Olga Shparaga is a co-member of the Coordination Council around Belarusian opposition politician Svetlana Tikhanovskaya. She is a co-founder of the fem group in this council. As a member of the feminist group, she was imprisoned in October 2020. To escape a threatened criminal trial, she fled to Vilnius. Olga Shparaga lives in exile and is currently a fellow at the Wissenschaftskolleg in Berlin

Julia Cimafiejeva

(born 1982) is a Belarusian poet, translator, one of the founders and editors of the online literary magazine “PrajdziSviet”.  A member of the Belarusian PEN Center and the Union of Belarusian Writers. She is the author of three volumes of poetry. In 2019, her collection “Circus” was published in German (translated by Thomas Weiler and Tina Wünschmann). Selected poems have been translated into English, Ukrainian, Russian, Lithuanian, Georgian, Swedish, Polish and other languages. At the end of 2020 her diary “Dagar i Belarus” (“Days in Belarus”) about life in revolutionary Minsk was published in Sweden. In May 2021, her book MINSK.TAGEBUCH about everyday life in Minsk during the protests against Lukashenka was published by the German publishing house edition.fotoTAPETA.  S he has also translated collections of poetry by Walt Whitman and Stephen Crane, as well as several poems by other American and English authors into Belarusian. She also translates children’s literature from Norwegian.

 

Alhierd Bacharevič (b. 1975, Minsk/Belarus)

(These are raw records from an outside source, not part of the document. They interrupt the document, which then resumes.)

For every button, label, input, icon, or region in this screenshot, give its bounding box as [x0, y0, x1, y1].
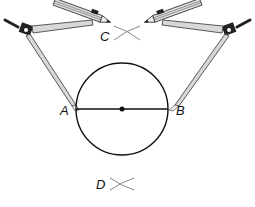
left-compass [5, 0, 113, 111]
label-c: C [100, 30, 109, 43]
construction-diagram [0, 0, 255, 207]
label-d: D [96, 178, 105, 191]
right-compass [142, 0, 250, 111]
center-point [120, 107, 125, 112]
arc-c-2 [114, 26, 140, 40]
label-a: A [60, 104, 69, 117]
label-b: B [176, 104, 185, 117]
arc-c-1 [114, 26, 140, 40]
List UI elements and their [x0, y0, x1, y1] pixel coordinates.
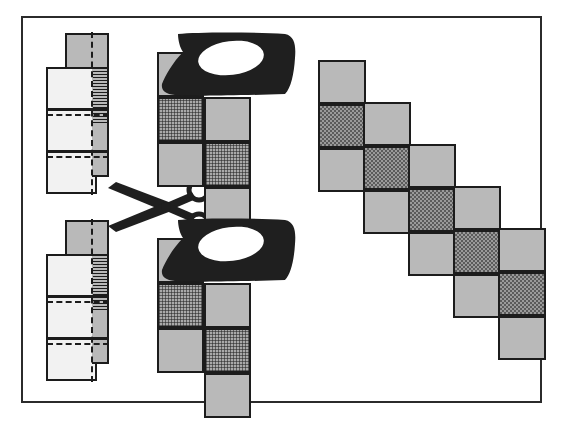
cascade-c3-cell-2 [408, 188, 456, 232]
cascade-c1-cell-2 [318, 104, 366, 148]
cascade-c5-cell-2 [498, 272, 546, 316]
cascade-c2-cell-2 [363, 146, 411, 190]
cascade-c2-cell-3 [363, 190, 411, 234]
cascade-c1-cell-1 [318, 60, 366, 104]
cascade-c3-cell-3 [408, 232, 456, 276]
cascade-c4-cell-1 [453, 186, 501, 230]
figure-canvas [0, 0, 562, 422]
right-cascade [23, 18, 540, 401]
cascade-c3-cell-1 [408, 144, 456, 188]
cascade-c4-cell-2 [453, 230, 501, 274]
cascade-c4-cell-3 [453, 274, 501, 318]
figure-frame [21, 16, 542, 403]
cascade-c1-cell-3 [318, 148, 366, 192]
cascade-c5-cell-1 [498, 228, 546, 272]
cascade-c2-cell-1 [363, 102, 411, 146]
cascade-c5-cell-3 [498, 316, 546, 360]
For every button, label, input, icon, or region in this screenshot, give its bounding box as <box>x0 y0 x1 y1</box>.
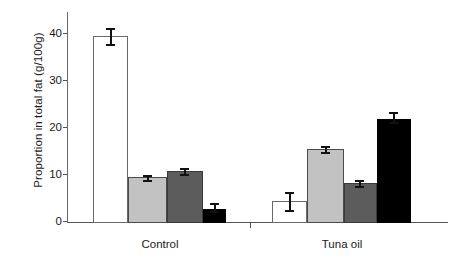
errorbar-tuna-oil-series-1 <box>289 192 291 211</box>
x-axis-mid-tick <box>250 223 251 228</box>
y-tick-label-40: 40 <box>36 28 62 40</box>
y-axis-line <box>67 12 68 223</box>
errorcap-top-tuna-oil-series-3 <box>355 180 364 182</box>
y-tick-label-0: 0 <box>36 216 62 228</box>
errorcap-bottom-tuna-oil-series-1 <box>285 210 294 212</box>
bar-control-series-1 <box>93 36 128 223</box>
x-axis-group-label-tuna-oil: Tuna oil <box>300 238 384 250</box>
errorcap-top-tuna-oil-series-1 <box>285 192 294 194</box>
errorcap-bottom-control-series-3 <box>180 174 189 176</box>
errorcap-top-control-series-4 <box>210 203 219 205</box>
errorcap-top-control-series-3 <box>180 168 189 170</box>
bar-control-series-3 <box>167 171 203 223</box>
errorcap-top-control-series-1 <box>106 28 115 30</box>
y-tick-label-20: 20 <box>36 122 62 134</box>
bar-control-series-2 <box>128 177 167 223</box>
errorcap-bottom-tuna-oil-series-3 <box>355 186 364 188</box>
y-tick-label-30: 30 <box>36 75 62 87</box>
bar-chart-figure: Proportion in total fat (g/100g) 40 30 2… <box>0 0 459 273</box>
errorcap-top-tuna-oil-series-2 <box>321 146 330 148</box>
bar-tuna-oil-series-3 <box>344 183 377 223</box>
errorcap-bottom-control-series-2 <box>143 180 152 182</box>
errorcap-bottom-control-series-1 <box>106 44 115 46</box>
bar-tuna-oil-series-4 <box>377 119 411 223</box>
bar-tuna-oil-series-2 <box>307 149 344 223</box>
x-axis-group-label-control: Control <box>120 238 200 250</box>
errorcap-bottom-control-series-4 <box>210 211 219 213</box>
y-tick-label-10: 10 <box>36 169 62 181</box>
errorbar-control-series-1 <box>110 28 112 45</box>
errorcap-bottom-tuna-oil-series-4 <box>389 122 398 124</box>
errorcap-top-control-series-2 <box>143 175 152 177</box>
y-axis-tick-labels: 40 30 20 10 0 <box>32 0 62 273</box>
errorcap-bottom-tuna-oil-series-2 <box>321 152 330 154</box>
errorcap-top-tuna-oil-series-4 <box>389 112 398 114</box>
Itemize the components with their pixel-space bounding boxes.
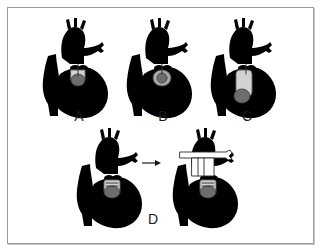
heart-illustration-a (43, 18, 108, 118)
panel-label-a: A (74, 109, 83, 123)
panel-label-b: B (158, 109, 167, 123)
heart-illustration-d-after (173, 128, 238, 228)
diagram-canvas (0, 0, 324, 252)
heart-illustration-d-before (77, 128, 142, 228)
heart-illustration-b (127, 18, 192, 118)
heart-illustration-c (211, 18, 276, 118)
arrow-icon (142, 160, 161, 166)
panel-label-c: C (242, 109, 252, 123)
panel-label-d: D (148, 212, 158, 226)
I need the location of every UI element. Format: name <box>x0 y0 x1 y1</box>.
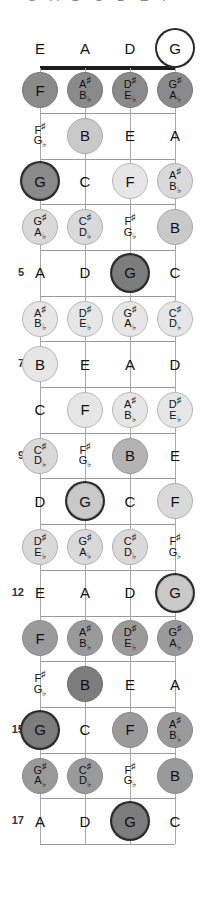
note-E-fret3[interactable]: G <box>22 163 58 199</box>
note-E-fret6[interactable]: A♯B♭ <box>22 301 58 337</box>
note-D-fret7[interactable]: A <box>112 346 148 382</box>
note-G-fret1[interactable]: G♯A♭ <box>157 72 193 108</box>
note-D-fret0[interactable]: D <box>112 30 148 66</box>
note-A-fret4[interactable]: C♯D♭ <box>67 209 103 245</box>
note-A-fret14[interactable]: B <box>67 666 103 702</box>
fret-number-17: 17 <box>2 814 24 826</box>
note-A-fret1[interactable]: A♯B♭ <box>67 72 103 108</box>
note-A-fret16[interactable]: C♯D♭ <box>67 758 103 794</box>
note-label: E <box>170 448 180 463</box>
note-flat-label: E♭ <box>124 90 135 104</box>
note-G-fret2[interactable]: A <box>157 118 193 154</box>
note-E-fret1[interactable]: F <box>22 72 58 108</box>
note-A-fret15[interactable]: C <box>67 712 103 748</box>
note-G-fret13[interactable]: G♯A♭ <box>157 620 193 656</box>
note-A-fret6[interactable]: D♯E♭ <box>67 301 103 337</box>
note-E-fret0[interactable]: E <box>22 30 58 66</box>
note-G-fret11[interactable]: F♯G♭ <box>157 529 193 565</box>
note-G-fret10[interactable]: F <box>157 483 193 519</box>
note-G-fret8[interactable]: D♯E♭ <box>157 392 193 428</box>
note-A-fret8[interactable]: F <box>67 392 103 428</box>
note-flat-label: A♭ <box>124 318 135 332</box>
note-E-fret16[interactable]: G♯A♭ <box>22 758 58 794</box>
note-A-fret11[interactable]: G♯A♭ <box>67 529 103 565</box>
note-E-fret9[interactable]: C♯D♭ <box>22 438 58 474</box>
note-G-fret6[interactable]: C♯D♭ <box>157 301 193 337</box>
note-G-fret15[interactable]: A♯B♭ <box>157 712 193 748</box>
note-D-fret11[interactable]: C♯D♭ <box>112 529 148 565</box>
fret-line-12 <box>40 616 175 617</box>
note-A-fret12[interactable]: A <box>67 575 103 611</box>
note-D-fret9[interactable]: B <box>112 438 148 474</box>
note-E-fret12[interactable]: E <box>22 575 58 611</box>
note-E-fret17[interactable]: A <box>22 803 58 839</box>
note-sharp-label: D♯ <box>124 624 136 638</box>
note-flat-label: D♭ <box>79 775 91 789</box>
note-D-fret15[interactable]: F <box>112 712 148 748</box>
note-A-fret17[interactable]: D <box>67 803 103 839</box>
note-sharp-label: F♯ <box>34 670 45 684</box>
note-label: A <box>170 128 180 143</box>
note-sharp-label: C♯ <box>79 213 91 227</box>
note-G-fret16[interactable]: B <box>157 758 193 794</box>
note-A-fret9[interactable]: F♯G♭ <box>67 438 103 474</box>
note-label: B <box>170 220 180 235</box>
note-E-fret5[interactable]: A <box>22 255 58 291</box>
nut <box>40 66 175 70</box>
note-G-fret7[interactable]: D <box>157 346 193 382</box>
note-D-fret1[interactable]: D♯E♭ <box>112 72 148 108</box>
note-flat-label: D♭ <box>34 455 46 469</box>
note-A-fret13[interactable]: A♯B♭ <box>67 620 103 656</box>
note-flat-label: E♭ <box>169 410 180 424</box>
note-flat-label: G♭ <box>124 775 137 789</box>
note-label: E <box>125 128 135 143</box>
note-A-fret5[interactable]: D <box>67 255 103 291</box>
note-E-fret4[interactable]: G♯A♭ <box>22 209 58 245</box>
note-A-fret2[interactable]: B <box>67 118 103 154</box>
note-flat-label: B♭ <box>79 90 90 104</box>
note-G-fret9[interactable]: E <box>157 438 193 474</box>
note-G-fret14[interactable]: A <box>157 666 193 702</box>
note-E-fret11[interactable]: D♯E♭ <box>22 529 58 565</box>
note-E-fret13[interactable]: F <box>22 620 58 656</box>
note-D-fret8[interactable]: A♯B♭ <box>112 392 148 428</box>
note-label: F <box>125 174 134 189</box>
note-A-fret3[interactable]: C <box>67 163 103 199</box>
fret-line-16 <box>40 798 175 799</box>
note-D-fret17[interactable]: G <box>112 803 148 839</box>
note-G-fret0[interactable]: G <box>157 30 193 66</box>
note-E-fret14[interactable]: F♯G♭ <box>22 666 58 702</box>
note-G-fret3[interactable]: A♯B♭ <box>157 163 193 199</box>
note-label: B <box>80 677 90 692</box>
note-G-fret4[interactable]: B <box>157 209 193 245</box>
note-D-fret2[interactable]: E <box>112 118 148 154</box>
note-E-fret8[interactable]: C <box>22 392 58 428</box>
fret-line-14 <box>40 707 175 708</box>
note-flat-label: B♭ <box>169 181 180 195</box>
note-E-fret7[interactable]: B <box>22 346 58 382</box>
note-D-fret12[interactable]: D <box>112 575 148 611</box>
note-E-fret10[interactable]: D <box>22 483 58 519</box>
note-D-fret6[interactable]: G♯A♭ <box>112 301 148 337</box>
note-label: B <box>80 128 90 143</box>
note-D-fret13[interactable]: D♯E♭ <box>112 620 148 656</box>
note-label: G <box>169 41 181 56</box>
note-label: G <box>169 585 181 600</box>
note-A-fret0[interactable]: A <box>67 30 103 66</box>
note-G-fret5[interactable]: C <box>157 255 193 291</box>
note-D-fret5[interactable]: G <box>112 255 148 291</box>
note-D-fret3[interactable]: F <box>112 163 148 199</box>
note-label: E <box>125 677 135 692</box>
note-G-fret17[interactable]: C <box>157 803 193 839</box>
note-flat-label: G♭ <box>79 455 92 469</box>
note-A-fret7[interactable]: E <box>67 346 103 382</box>
note-D-fret14[interactable]: E <box>112 666 148 702</box>
note-D-fret10[interactable]: C <box>112 483 148 519</box>
note-G-fret12[interactable]: G <box>157 575 193 611</box>
note-E-fret2[interactable]: F♯G♭ <box>22 118 58 154</box>
note-D-fret4[interactable]: F♯G♭ <box>112 209 148 245</box>
note-E-fret15[interactable]: G <box>22 712 58 748</box>
note-D-fret16[interactable]: F♯G♭ <box>112 758 148 794</box>
note-sharp-label: D♯ <box>34 533 46 547</box>
note-A-fret10[interactable]: G <box>67 483 103 519</box>
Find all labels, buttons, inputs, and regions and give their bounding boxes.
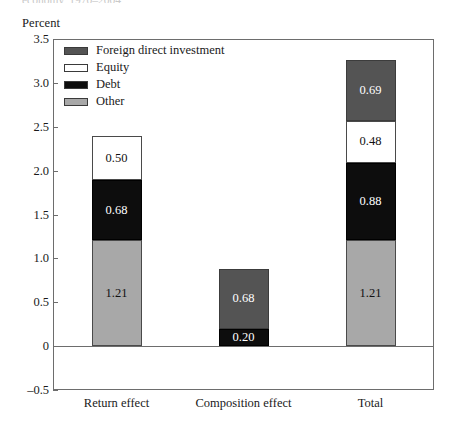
y-axis-tick-label: 1.0 [13,251,49,266]
bar-segment-debt[interactable]: 0.68 [92,180,142,240]
bar-segment-fdi[interactable]: 0.69 [346,60,396,121]
bar-segment-debt[interactable]: 0.20 [219,329,269,347]
legend-swatch-equity [64,64,88,72]
chart-legend: Foreign direct investmentEquityDebtOther [64,42,224,110]
legend-item[interactable]: Foreign direct investment [64,42,224,59]
bar-stack[interactable]: 0.200.68 [219,39,269,390]
legend-swatch-fdi [64,47,88,55]
y-axis-tick-label: 3.5 [13,32,49,47]
legend-item[interactable]: Debt [64,76,224,93]
bar-segment-value-label: 0.48 [360,135,382,148]
bar-segment-fdi[interactable]: 0.68 [219,269,269,329]
y-axis-tick-mark [53,390,58,391]
bar-segment-value-label: 1.21 [106,287,128,300]
bar-segment-value-label: 0.68 [106,204,128,217]
y-axis-tick-label: 1.5 [13,207,49,222]
bar-segment-value-label: 0.88 [360,195,382,208]
bar-segment-value-label: 0.50 [106,152,128,165]
bar-segment-value-label: 0.20 [233,331,255,344]
y-axis-tick-mark [53,258,58,259]
legend-item-label: Debt [96,77,120,92]
y-axis-tick-mark [53,83,58,84]
y-axis-tick-label: 2.0 [13,163,49,178]
bar-stack[interactable]: 1.210.880.480.69 [346,39,396,390]
legend-item-label: Other [96,94,124,109]
bar-segment-equity[interactable]: 0.50 [92,136,142,180]
y-axis-tick-mark [53,171,58,172]
y-axis-tick-label: 3.0 [13,75,49,90]
legend-item[interactable]: Other [64,93,224,110]
bar-segment-other[interactable]: 1.21 [92,240,142,346]
y-axis-tick-label: 2.5 [13,119,49,134]
y-axis-tick-mark [53,39,58,40]
bar-segment-value-label: 0.68 [233,292,255,305]
bar-segment-value-label: 1.21 [360,287,382,300]
y-axis-unit-label: Percent [22,16,60,31]
y-axis-tick-label: 0.5 [13,295,49,310]
legend-item[interactable]: Equity [64,59,224,76]
y-axis-tick-label: 0 [13,339,49,354]
bar-segment-other[interactable]: 1.21 [346,240,396,346]
legend-swatch-other [64,98,88,106]
legend-swatch-debt [64,81,88,89]
legend-item-label: Foreign direct investment [96,43,224,58]
y-axis-tick-mark [53,215,58,216]
y-axis-tick-mark [53,302,58,303]
cropped-title-remnant: economy, 1970–2004 [22,0,282,3]
y-axis-tick-mark [53,127,58,128]
bar-segment-equity[interactable]: 0.48 [346,121,396,163]
bar-segment-value-label: 0.69 [360,84,382,97]
legend-item-label: Equity [96,60,129,75]
x-axis-category-label: Total [286,396,450,411]
bar-segment-debt[interactable]: 0.88 [346,163,396,240]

is a Belarusian writer and poet. He studied Belarusian literature and linguistics at the Pedagogical University in Minsk. Bacharevič has published several novels (“Alindarka’s Children,” “The Last Book of Mr. A.” and others) as well as volumes of essays. Texts of the author were printed in internationally renowned literary magazines.

In 2017, the author’s magnum opus was published, “The Dogs of Europe.” The novel, which Bacharevič himself translated from Belarusian into Russian, was nominated for the largest Russian literary prize “The Big Book (German)” and made it to the short list. The “Belarus Free Theater” staged the novel in Minsk in March 2020. The world premiere is currently scheduled for March 2022 in London. The new edition of the novel was confiscated by Lukashenka’s authorities in spring 2021 and classified as “extremist” and “contrary to the state.” In 2021 he was honored with the German Erwin Piscator Prize (“for the powerful work as one of the most important Belarusian writers, who explores the conditions of totalitarian rule in monumental novels “The Magpie on the Gallows” and “The Dogs of Europe” and profound essays”). In 2020, while still in Minsk, he wrote the essay “The Last Word of Childhood. Fascism as Memory,” which was translated and published in several languages. In German, the text appeared in the Austrian newspaper “Die Presse”. The theme of the essay deals with the revolution and repressions in Belarus. Alhierd Bacharevič has been a participant in international literary festivals and in the Intellectual Club of Belarusian Nobel laureate in literature Svetlana Aleksievich. In 2020, together with his wife, author and translator Julia Cimafiejeva, and hundreds of thousands of Belarusians, he was an active participant in the peaceful mass protests in Minsk directed against Lukashenka’s regime. Since December 2020, Alhierd Bacharevič has been living in Graz with Julia Cimafiejeva on the literary scholarship “Writer in Exile” as a guest of the Cultural Department of the City of Graz and Kulturvermittlung Steiermark.